No matter how good you are, you're going to lose one-third of your games. No matter how bad you are you're going to win one-third of your games. It's the other third that makes the difference.
I walk into the clubhouse today and it's like walking into the Mayo Clinic. We have four doctors, three therapists and five trainers. Back when I broke in, we had one trainer who carried a bottle of rubbing alcohol, and by the 7th inning he'd already drunk it.
If he raced his pregnant wife he'd finish third.
The best possible thing in baseball is winning The World Series. The second best thing is losing The World Series.
The saddest day of the year is the day baseball season ends.
When you say you're a padre, people ask when did you become a parent. When you say you're a cardinal, they tell you to work hard because the next step is pope. But when you say you're a Dodger, everybody knows you're in the Major Leagues.
The worst team in baseball's history won only 55 games. The best team ever won 110 out of 160, so you're virtually guaranteed to win 1/3 of the time and lose 1/3 of the time. The difference is the 1/3 in the middle. You don't know what bucket the game you're playing falls into, so if you're smart, you'll fight like everything for all of them.
I've been able to dine with presidents, with leaders of corporations, traveled for 14 years with (financier and philanthropist) Michael Milken, who has taught me so much about life. Hanging around with them, it's nothing I could have believed in grade school. I could be with all of them? Milton Berle, Don Rickles, Dean Martin ... this former third-string pitcher from the Norristown High baseball team and the son of an Italian immigrant? I really am in awe when I think that has happened to me. What a life.
All last year we tried to teach him (Fernando Valenzuela) English, and the only word he learned was million.
Bruce Benedict is so slow he'd finish third in a race with a pregnant woman.
I am so happy and proud to learn of Hideo Nomo's election to the Japanese Baseball Hall of Fame. He was quite a pitcher and competitor, but he is also a very special and caring person.
Baseball is like driving, it's the one who gets home safely that counts.
Say 'Dodgers' and people know you're talking about baseball. Say 'Braves' and they ask, 'What reservation?' Say 'Reds' and they think of communism. Say 'Padres' and they look around for a priest.
I started in the lowest league in baseball, and I worked my way all the way up to Triple A and then to the big leagues. I never reached the level that I thought I would reach as a player. But that's the way it goes. So then I started from the bottom as a manager, and I worked my way up to managing the Dodgers for 20 years.
My wife tells me one day, 'I think you love baseball more than me.' I say, 'Well, I guess that's true, but hey, I love you more than football and hockey.'
Ernie Banks was a great great player and when he no longer could play, he became a great ambassador for the game. He represented the game with the highest of class and dignity. Everybody loved Ernie Banks. He enjoyed baseball, life and people. Our thoughts and prayers go out to his family. We have truly lost a baseball giant.
I managed the Dodgers for 20 years. It's hard to believe that there are only four guys in the history of baseball who managed the same team for 20 years or more. One was owner of the team, Connie Mack. Another was part owner of the team, John McGraw. Then there was my predecessor, Walter Alston, and me. It's amazing. In the 20 years I managed the Dodgers, 210 managers were fired.
When I took the job as the manager of the Olympic team, I didn't take it because I was a Dodger. I did it because I was an American, and I wanted to bring that gold medal where it belongs in baseball, the United States. And that's exactly what our team did.
Baseball is played by all countries now, and softball, too.
It's still the best game in town because you don't have to be big to play, and everybody plays. Even your grandmother probably played baseball.
You can have the best team in baseball, and if nobody goes through the turnstiles, you've got to shut the doors down.
Everything I have, I owe to baseball and the Dodgers.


--- What the task asks ---
All of the records must be set down again word for word.

--- Records provided ---

§

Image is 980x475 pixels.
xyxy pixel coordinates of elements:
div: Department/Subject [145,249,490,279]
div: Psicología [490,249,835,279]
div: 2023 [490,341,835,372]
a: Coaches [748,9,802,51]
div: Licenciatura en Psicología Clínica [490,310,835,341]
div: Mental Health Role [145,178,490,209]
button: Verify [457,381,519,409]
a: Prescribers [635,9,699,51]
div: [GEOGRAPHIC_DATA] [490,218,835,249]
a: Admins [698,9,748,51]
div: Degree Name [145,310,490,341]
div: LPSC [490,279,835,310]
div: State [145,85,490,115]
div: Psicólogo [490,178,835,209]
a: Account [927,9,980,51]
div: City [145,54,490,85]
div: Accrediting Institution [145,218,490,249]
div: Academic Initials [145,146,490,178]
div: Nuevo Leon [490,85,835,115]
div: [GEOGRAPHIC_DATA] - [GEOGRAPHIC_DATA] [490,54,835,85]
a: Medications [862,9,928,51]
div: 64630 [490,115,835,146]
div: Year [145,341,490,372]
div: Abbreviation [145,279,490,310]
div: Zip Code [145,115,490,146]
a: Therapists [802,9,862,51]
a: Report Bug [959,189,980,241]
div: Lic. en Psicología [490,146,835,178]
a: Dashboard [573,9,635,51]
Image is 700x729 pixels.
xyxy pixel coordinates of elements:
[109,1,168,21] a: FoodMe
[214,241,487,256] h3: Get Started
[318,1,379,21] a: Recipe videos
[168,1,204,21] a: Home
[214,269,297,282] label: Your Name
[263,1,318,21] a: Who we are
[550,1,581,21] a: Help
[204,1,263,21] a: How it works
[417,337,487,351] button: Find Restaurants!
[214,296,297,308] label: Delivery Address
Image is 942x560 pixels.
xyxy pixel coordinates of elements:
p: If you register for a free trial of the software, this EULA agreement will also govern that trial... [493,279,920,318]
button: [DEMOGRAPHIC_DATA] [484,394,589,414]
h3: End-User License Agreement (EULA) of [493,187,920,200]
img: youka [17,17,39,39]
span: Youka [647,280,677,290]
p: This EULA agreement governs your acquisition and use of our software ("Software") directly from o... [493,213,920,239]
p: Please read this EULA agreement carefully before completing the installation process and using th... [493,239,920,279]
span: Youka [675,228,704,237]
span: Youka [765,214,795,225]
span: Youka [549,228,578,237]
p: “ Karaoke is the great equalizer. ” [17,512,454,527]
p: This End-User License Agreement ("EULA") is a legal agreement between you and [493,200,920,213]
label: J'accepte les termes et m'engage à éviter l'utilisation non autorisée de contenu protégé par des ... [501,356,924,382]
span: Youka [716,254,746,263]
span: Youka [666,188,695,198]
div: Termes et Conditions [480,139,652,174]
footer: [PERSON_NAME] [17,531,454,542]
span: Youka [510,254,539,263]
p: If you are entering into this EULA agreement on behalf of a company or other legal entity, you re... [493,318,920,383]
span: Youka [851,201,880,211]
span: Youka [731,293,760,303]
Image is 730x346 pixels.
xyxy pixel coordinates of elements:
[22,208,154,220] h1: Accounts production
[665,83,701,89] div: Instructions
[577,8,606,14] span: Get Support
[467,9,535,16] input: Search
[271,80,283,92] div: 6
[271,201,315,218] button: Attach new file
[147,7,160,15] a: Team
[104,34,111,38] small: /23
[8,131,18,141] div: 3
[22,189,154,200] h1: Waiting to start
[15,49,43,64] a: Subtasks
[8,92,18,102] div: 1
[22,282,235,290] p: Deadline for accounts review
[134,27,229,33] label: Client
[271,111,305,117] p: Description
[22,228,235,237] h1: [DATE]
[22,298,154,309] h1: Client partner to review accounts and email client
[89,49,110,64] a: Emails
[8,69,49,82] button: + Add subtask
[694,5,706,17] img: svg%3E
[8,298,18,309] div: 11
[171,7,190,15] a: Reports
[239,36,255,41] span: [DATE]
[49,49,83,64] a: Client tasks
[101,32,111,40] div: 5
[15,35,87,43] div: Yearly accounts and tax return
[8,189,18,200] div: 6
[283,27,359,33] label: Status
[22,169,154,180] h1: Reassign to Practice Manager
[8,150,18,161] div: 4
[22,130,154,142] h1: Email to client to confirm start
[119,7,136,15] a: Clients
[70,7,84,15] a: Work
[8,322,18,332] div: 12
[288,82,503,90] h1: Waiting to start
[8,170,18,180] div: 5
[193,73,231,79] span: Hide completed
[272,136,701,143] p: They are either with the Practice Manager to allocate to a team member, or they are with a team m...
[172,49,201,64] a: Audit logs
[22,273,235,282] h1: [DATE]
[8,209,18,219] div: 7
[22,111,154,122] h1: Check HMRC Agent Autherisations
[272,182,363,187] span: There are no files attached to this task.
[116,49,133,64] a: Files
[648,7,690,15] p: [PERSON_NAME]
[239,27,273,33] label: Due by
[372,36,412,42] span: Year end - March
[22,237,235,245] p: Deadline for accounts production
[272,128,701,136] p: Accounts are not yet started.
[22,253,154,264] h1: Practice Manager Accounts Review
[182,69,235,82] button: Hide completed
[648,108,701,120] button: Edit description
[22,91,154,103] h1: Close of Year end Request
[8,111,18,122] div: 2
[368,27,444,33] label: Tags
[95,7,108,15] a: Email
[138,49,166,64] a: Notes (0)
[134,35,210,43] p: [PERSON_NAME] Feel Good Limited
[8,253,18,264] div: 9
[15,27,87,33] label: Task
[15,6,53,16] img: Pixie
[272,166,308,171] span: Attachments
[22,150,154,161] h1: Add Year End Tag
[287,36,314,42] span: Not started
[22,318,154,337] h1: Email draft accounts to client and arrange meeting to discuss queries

§

--- Output below ---
Image is 980x475 pixels.
xyxy pixel coordinates of elements:
div: Department/Subject [145,249,490,279]
div: Psicología [490,249,835,279]
div: 2023 [490,341,835,372]
a: Coaches [748,9,802,51]
div: Licenciatura en Psicología Clínica [490,310,835,341]
div: Mental Health Role [145,178,490,209]
button: Verify [457,381,519,409]
a: Prescribers [635,9,699,51]
div: [GEOGRAPHIC_DATA] [490,218,835,249]
a: Admins [698,9,748,51]
div: Degree Name [145,310,490,341]
div: LPSC [490,279,835,310]
div: State [145,85,490,115]
div: Psicólogo [490,178,835,209]
a: Account [927,9,980,51]
div: City [145,54,490,85]
div: Accrediting Institution [145,218,490,249]
div: Academic Initials [145,146,490,178]
div: Nuevo Leon [490,85,835,115]
div: [GEOGRAPHIC_DATA] - [GEOGRAPHIC_DATA] [490,54,835,85]
a: Medications [862,9,928,51]
div: 64630 [490,115,835,146]
div: Year [145,341,490,372]
div: Abbreviation [145,279,490,310]
div: Zip Code [145,115,490,146]
a: Therapists [802,9,862,51]
a: Report Bug [959,189,980,241]
div: Lic. en Psicología [490,146,835,178]
a: Dashboard [573,9,635,51]
Image is 700x729 pixels.
xyxy pixel coordinates of elements:
[109,1,168,21] a: FoodMe
[214,241,487,256] h3: Get Started
[318,1,379,21] a: Recipe videos
[168,1,204,21] a: Home
[214,269,297,282] label: Your Name
[263,1,318,21] a: Who we are
[550,1,581,21] a: Help
[204,1,263,21] a: How it works
[417,337,487,351] button: Find Restaurants!
[214,296,297,308] label: Delivery Address
Image is 942x560 pixels.
xyxy pixel coordinates of elements:
p: If you register for a free trial of the software, this EULA agreement will also govern that trial... [493,279,920,318]
button: [DEMOGRAPHIC_DATA] [484,394,589,414]
h3: End-User License Agreement (EULA) of [493,187,920,200]
img: youka [17,17,39,39]
span: Youka [647,280,677,290]
p: This EULA agreement governs your acquisition and use of our software ("Software") directly from o... [493,213,920,239]
p: Please read this EULA agreement carefully before completing the installation process and using th... [493,239,920,279]
span: Youka [675,228,704,237]
span: Youka [765,214,795,225]
span: Youka [549,228,578,237]
p: “ Karaoke is the great equalizer. ” [17,512,454,527]
p: This End-User License Agreement ("EULA") is a legal agreement between you and [493,200,920,213]
label: J'accepte les termes et m'engage à éviter l'utilisation non autorisée de contenu protégé par des ... [501,356,924,382]
span: Youka [716,254,746,263]
span: Youka [666,188,695,198]
div: Termes et Conditions [480,139,652,174]
footer: [PERSON_NAME] [17,531,454,542]
span: Youka [510,254,539,263]
p: If you are entering into this EULA agreement on behalf of a company or other legal entity, you re... [493,318,920,383]
span: Youka [851,201,880,211]
span: Youka [731,293,760,303]
Image is 730x346 pixels.
xyxy pixel coordinates of elements:
[22,208,154,220] h1: Accounts production
[665,83,701,89] div: Instructions
[577,8,606,14] span: Get Support
[467,9,535,16] input: Search
[271,80,283,92] div: 6
[271,201,315,218] button: Attach new file
[147,7,160,15] a: Team
[104,34,111,38] small: /23
[8,131,18,141] div: 3
[22,189,154,200] h1: Waiting to start
[15,49,43,64] a: Subtasks
[8,92,18,102] div: 1
[22,282,235,290] p: Deadline for accounts review
[134,27,229,33] label: Client
[271,111,305,117] p: Description
[22,228,235,237] h1: [DATE]
[22,298,154,309] h1: Client partner to review accounts and email client
[89,49,110,64] a: Emails
[8,69,49,82] button: + Add subtask
[694,5,706,17] img: svg%3E
[8,298,18,309] div: 11
[171,7,190,15] a: Reports
[239,36,255,41] span: [DATE]
[49,49,83,64] a: Client tasks
[101,32,111,40] div: 5
[15,35,87,43] div: Yearly accounts and tax return
[8,189,18,200] div: 6
[283,27,359,33] label: Status
[22,169,154,180] h1: Reassign to Practice Manager
[8,150,18,161] div: 4
[22,130,154,142] h1: Email to client to confirm start
[119,7,136,15] a: Clients
[70,7,84,15] a: Work
[8,322,18,332] div: 12
[288,82,503,90] h1: Waiting to start
[8,170,18,180] div: 5
[193,73,231,79] span: Hide completed
[272,136,701,143] p: They are either with the Practice Manager to allocate to a team member, or they are with a team m...
[172,49,201,64] a: Audit logs
[22,273,235,282] h1: [DATE]
[8,209,18,219] div: 7
[22,111,154,122] h1: Check HMRC Agent Autherisations
[272,182,363,187] span: There are no files attached to this task.
[116,49,133,64] a: Files
[648,7,690,15] p: [PERSON_NAME]
[239,27,273,33] label: Due by
[372,36,412,42] span: Year end - March
[22,237,235,245] p: Deadline for accounts production
[272,128,701,136] p: Accounts are not yet started.
[22,253,154,264] h1: Practice Manager Accounts Review
[182,69,235,82] button: Hide completed
[648,108,701,120] button: Edit description
[22,91,154,103] h1: Close of Year end Request
[8,111,18,122] div: 2
[368,27,444,33] label: Tags
[95,7,108,15] a: Email
[138,49,166,64] a: Notes (0)
[134,35,210,43] p: [PERSON_NAME] Feel Good Limited
[8,253,18,264] div: 9
[15,27,87,33] label: Task
[15,6,53,16] img: Pixie
[272,166,308,171] span: Attachments
[22,150,154,161] h1: Add Year End Tag
[287,36,314,42] span: Not started
[22,318,154,337] h1: Email draft accounts to client and arrange meeting to discuss queries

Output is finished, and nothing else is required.